THE INCREDIBLE SACRED CITY OF THE GANGES

Back to India! First goal: Varanasi, formerly called Benares.

From the Nepalese border, we take local buses. We are the only whites and the people seem more amused, especially since the bus is full and we are sitting on our bags in the driveway. A taxi, two buses and three rickshaws later, here we are arrived in the sacred city. Ten hours to cover three hundred kilometers, or thirty kilometers an hour on average.

From our hotel on the banks of the Ganges, we observe the spectacle of ritual ablutions, snake charmers and children playing in the water. Our guide calls the Ganges poisonous so we do not like them. In the evening we attend the “Puja”, the religious ceremony on the ghats (quays) of the Ganges. The ritual is very precise and the gestures really graceful and millimetric.

Near our hotel is the main burning ghât. It is the place where one burns the bodies on buchers to purify them. Pregnant women children, or dead by cobra bites are thrown directly into the water. We are sometimes surprised to see people floating around.

Inside the city, it’s another kind of show. It’s a kind of permanent Lille clearance sale. Of course, we are offered all kinds of drugs. But drugs are the devil. Not good, it can make you sick.

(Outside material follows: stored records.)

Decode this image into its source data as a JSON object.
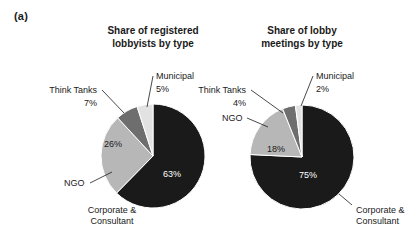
{
  "figure": {
    "panel_letter": "(a)"
  },
  "chart_data": [
    {
      "type": "pie",
      "id": "registered-lobbyists",
      "title": "Share of registered lobbyists by type",
      "title_lines": [
        "Share of registered",
        "lobbyists by type"
      ],
      "categories": [
        "Corporate & Consultant",
        "NGO",
        "Think Tanks",
        "Municipal"
      ],
      "values": [
        63,
        26,
        7,
        5
      ],
      "value_labels": [
        "63%",
        "26%",
        "7%",
        "5%"
      ],
      "colors": [
        "#1a1a1a",
        "#b7b7b7",
        "#6e6e6e",
        "#e2e2e2"
      ],
      "label_lines": [
        [
          "Corporate &",
          "Consultant"
        ],
        [
          "NGO"
        ],
        [
          "Think Tanks"
        ],
        [
          "Municipal"
        ]
      ],
      "start_angle_deg": 0,
      "direction": "clockwise",
      "legend": "callout-labels",
      "grid": false
    },
    {
      "type": "pie",
      "id": "lobby-meetings",
      "title": "Share of lobby meetings by type",
      "title_lines": [
        "Share of lobby",
        "meetings by type"
      ],
      "categories": [
        "Corporate & Consultant",
        "NGO",
        "Think Tanks",
        "Municipal"
      ],
      "values": [
        75,
        18,
        4,
        2
      ],
      "value_labels": [
        "75%",
        "18%",
        "4%",
        "2%"
      ],
      "colors": [
        "#1a1a1a",
        "#b7b7b7",
        "#6e6e6e",
        "#e2e2e2"
      ],
      "label_lines": [
        [
          "Corporate &",
          "Consultant"
        ],
        [
          "NGO"
        ],
        [
          "Think Tanks"
        ],
        [
          "Municipal"
        ]
      ],
      "start_angle_deg": 0,
      "direction": "clockwise",
      "legend": "callout-labels",
      "grid": false
    }
  ],
  "layout": {
    "pies": [
      {
        "cx": 153,
        "cy": 156,
        "r": 52
      },
      {
        "cx": 302,
        "cy": 157,
        "r": 52
      }
    ],
    "callouts_left": {
      "corporate": {
        "text_x": 112,
        "text_y": 213,
        "anchor": "middle",
        "line": "M 168,205 L 157,196"
      },
      "ngo": {
        "text_x": 64,
        "text_y": 186,
        "anchor": "start",
        "line": "M 90,183 L 112,172"
      },
      "think_tanks": {
        "text_x": 97,
        "text_y": 93,
        "anchor": "end",
        "line": "M 102,90 L 124,113"
      },
      "municipal": {
        "text_x": 156,
        "text_y": 79,
        "anchor": "start",
        "line": "M 153,76 L 146,108"
      }
    },
    "callouts_right": {
      "corporate": {
        "text_x": 356,
        "text_y": 213,
        "anchor": "start",
        "line": "M 352,205 L 339,194"
      },
      "ngo": {
        "text_x": 222,
        "text_y": 121,
        "anchor": "start",
        "line": "M 247,118 L 268,127"
      },
      "think_tanks": {
        "text_x": 246,
        "text_y": 93,
        "anchor": "end",
        "line": "M 251,90 L 283,113"
      },
      "municipal": {
        "text_x": 316,
        "text_y": 79,
        "anchor": "start",
        "line": "M 313,76 L 300,105"
      }
    },
    "inside_labels_left": {
      "corporate": {
        "x": 172,
        "y": 177
      },
      "ngo": {
        "x": 113,
        "y": 147
      }
    },
    "inside_labels_right": {
      "corporate": {
        "x": 308,
        "y": 178
      },
      "ngo": {
        "x": 276,
        "y": 152
      }
    }
  }
}
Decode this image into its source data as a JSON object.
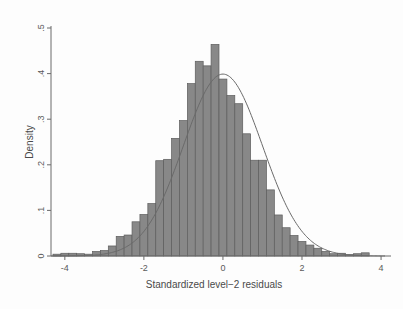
{
  "figure": {
    "background_color": "#fdfdfd",
    "bar_fill_color": "#888888",
    "bar_border_color": "#5d5d5d",
    "curve_color": "#6a6a6a",
    "axis_color": "#6b6b6b"
  },
  "chart_data": {
    "type": "bar",
    "title": "",
    "subtitle": "",
    "xlabel": "Standardized level−2 residuals",
    "ylabel": "Density",
    "xlim": [
      -4.35,
      4.1
    ],
    "ylim": [
      0,
      0.5
    ],
    "xticks": [
      -4,
      -2,
      0,
      2,
      4
    ],
    "xticklabels": [
      "-4",
      "-2",
      "0",
      "2",
      "4"
    ],
    "yticks": [
      0,
      0.1,
      0.2,
      0.3,
      0.4,
      0.5
    ],
    "yticklabels": [
      "0",
      ".1",
      ".2",
      ".3",
      ".4",
      ".5"
    ],
    "grid": false,
    "legend": "none",
    "bin_width": 0.2,
    "categories": [
      "-4.2",
      "-4.0",
      "-3.8",
      "-3.6",
      "-3.4",
      "-3.2",
      "-3.0",
      "-2.8",
      "-2.6",
      "-2.4",
      "-2.2",
      "-2.0",
      "-1.8",
      "-1.6",
      "-1.4",
      "-1.2",
      "-1.0",
      "-0.8",
      "-0.6",
      "-0.4",
      "-0.2",
      "0.0",
      "0.2",
      "0.4",
      "0.6",
      "0.8",
      "1.0",
      "1.2",
      "1.4",
      "1.6",
      "1.8",
      "2.0",
      "2.2",
      "2.4",
      "2.6",
      "2.8",
      "3.0",
      "3.2",
      "3.4",
      "3.6"
    ],
    "values": [
      0.004,
      0.006,
      0.006,
      0.005,
      0.004,
      0.01,
      0.012,
      0.022,
      0.043,
      0.046,
      0.075,
      0.091,
      0.115,
      0.209,
      0.212,
      0.258,
      0.297,
      0.378,
      0.427,
      0.417,
      0.464,
      0.388,
      0.352,
      0.334,
      0.268,
      0.21,
      0.21,
      0.145,
      0.09,
      0.062,
      0.045,
      0.032,
      0.024,
      0.017,
      0.01,
      0.005,
      0.006,
      0.003,
      0.005,
      0.007
    ],
    "overlay": {
      "name": "normal density",
      "type": "line",
      "mean": 0,
      "sd": 1,
      "peak": 0.399
    }
  }
}
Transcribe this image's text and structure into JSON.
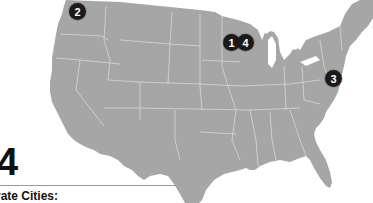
{
  "map": {
    "type": "United States state map",
    "land_color": "#a6a6a6",
    "border_color": "#d8d8d8",
    "water_color": "#ffffff",
    "markers": [
      {
        "label": "1",
        "region": "Minnesota",
        "x": 232,
        "y": 43
      },
      {
        "label": "4",
        "region": "Minnesota / Wisconsin border",
        "x": 246,
        "y": 43
      },
      {
        "label": "2",
        "region": "Washington",
        "x": 78,
        "y": 12
      },
      {
        "label": "3",
        "region": "Mid-Atlantic (DC/Baltimore area)",
        "x": 334,
        "y": 79
      }
    ],
    "marker_color": "#1a1a1a"
  },
  "legend": {
    "big_number": "4",
    "subtitle": "rate Cities:"
  }
}
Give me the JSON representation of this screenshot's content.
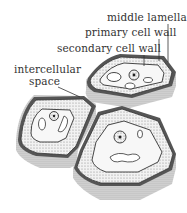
{
  "diagram": {
    "labels": {
      "middle_lamella": "middle lamella",
      "primary_cell_wall": "primary cell wall",
      "secondary_cell_wall": "secondary cell wall",
      "intercellular_space_line1": "intercellular",
      "intercellular_space_line2": "space"
    },
    "colors": {
      "outline": "#3a3a3a",
      "stipple": "#bdbdbd",
      "background": "#ffffff"
    }
  }
}
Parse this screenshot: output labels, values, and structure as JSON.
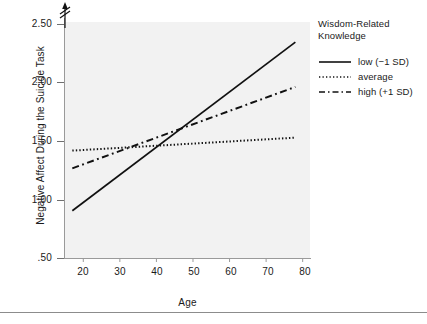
{
  "chart_data": {
    "type": "line",
    "title": "",
    "xlabel": "Age",
    "ylabel": "Negative Affect During the Suicide Task",
    "xlim": [
      15,
      82
    ],
    "ylim": [
      0.5,
      2.5
    ],
    "xticks": [
      "20",
      "30",
      "40",
      "50",
      "60",
      "70",
      "80"
    ],
    "xtick_values": [
      20,
      30,
      40,
      50,
      60,
      70,
      80
    ],
    "yticks": [
      ".50",
      "1.00",
      "1.50",
      "2.00",
      "2.50"
    ],
    "ytick_values": [
      0.5,
      1.0,
      1.5,
      2.0,
      2.5
    ],
    "grid": false,
    "y_axis_break": true,
    "legend_position": "right",
    "legend_title": "Wisdom-Related Knowledge",
    "x": [
      17,
      78
    ],
    "series": [
      {
        "name": "low (−1 SD)",
        "style": "solid",
        "values": [
          0.9,
          2.33
        ]
      },
      {
        "name": "average",
        "style": "dotted",
        "values": [
          1.41,
          1.52
        ]
      },
      {
        "name": "high (+1 SD)",
        "style": "dashed",
        "values": [
          1.26,
          1.95
        ]
      }
    ],
    "annotations": [
      "Lines converge near Age 40 at approximately 1.42"
    ]
  },
  "axis": {
    "y_title": "Negative Affect During the Suicide Task",
    "x_title": "Age",
    "y_tick_labels": [
      ".50",
      "1.00",
      "1.50",
      "2.00",
      "2.50"
    ],
    "x_tick_labels": [
      "20",
      "30",
      "40",
      "50",
      "60",
      "70",
      "80"
    ]
  },
  "legend": {
    "title_line1": "Wisdom-Related",
    "title_line2": "Knowledge",
    "items": [
      {
        "label": "low (−1 SD)",
        "style": "solid"
      },
      {
        "label": "average",
        "style": "dotted"
      },
      {
        "label": "high (+1 SD)",
        "style": "dashed"
      }
    ]
  },
  "colors": {
    "plot_background": "#f2f2f2",
    "line": "#111111",
    "axis": "#9a9a9a",
    "text": "#1a1a1a",
    "rule": "#8c8c8c"
  }
}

But Sylvain does not need drugs for that, just a good bacteria. After a few visits to the toilet (nothing unusual in India) he staggers, yellow: “Francis, call a doctor, it’s okay, I do not go down to the toilet, I have more strength.” Not easy with forty of the Turkish toilet on the ground floor. François helps him drag himself to the hotel next door, in a luxury room with integrated western toilets. Some medications, a good night’s sleep and a day in bed and Sylvain is on his feet. Just in time to catch our train to Calcutta.